Calvin always referred to the Blessed Virgin Mary as La Sainte Vierge, the “Holy Virgin”.

He wrote of her:

“Elizabeth called Mary Mother of the Lord, because the unity of the person in the two natures of Christ was such that she could have said that the mortal man engendered in the womb of Mary was at the same time the eternal God.”7


“Helvidius has shown himself too ignorant, in saying that Mary had several sons, because mention is made in some passages of the brothers of Christ.”8



John Calvin dressed in priestly garb


Calvin translated “brothers” just as the Catholic Church does, to mean cousins and other relatives.
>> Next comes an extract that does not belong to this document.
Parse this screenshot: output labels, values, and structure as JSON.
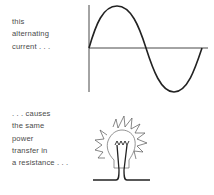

“It cannot be denied that God in choosing and destining Mary to be the Mother of his Son, granted her the highest honour.”9

“To this day we cannot enjoy the blessing brought to us in Christ without thinking at the same time of that which God gave as adornment and honour to Mary, in willing her to be the mother of his only-begotten Son.”10

Ulrich Zwingli

Even Ulrich Zwingli, had this to say about the Blessed Virgin Mary:

“It was given to her what belongs to no creature, that in the flesh she should bring forth the Son of God.”11

"I firmly believe that Mary, according to the words of the Gospel, as a pure Virgin brought forth for us the Son of God and in childbirth and after childbirth forever remained a pure, intact Virgin.”12

Zwingli used Exodus 4:22 to defend the doctrine of Mary's perpetual virginity.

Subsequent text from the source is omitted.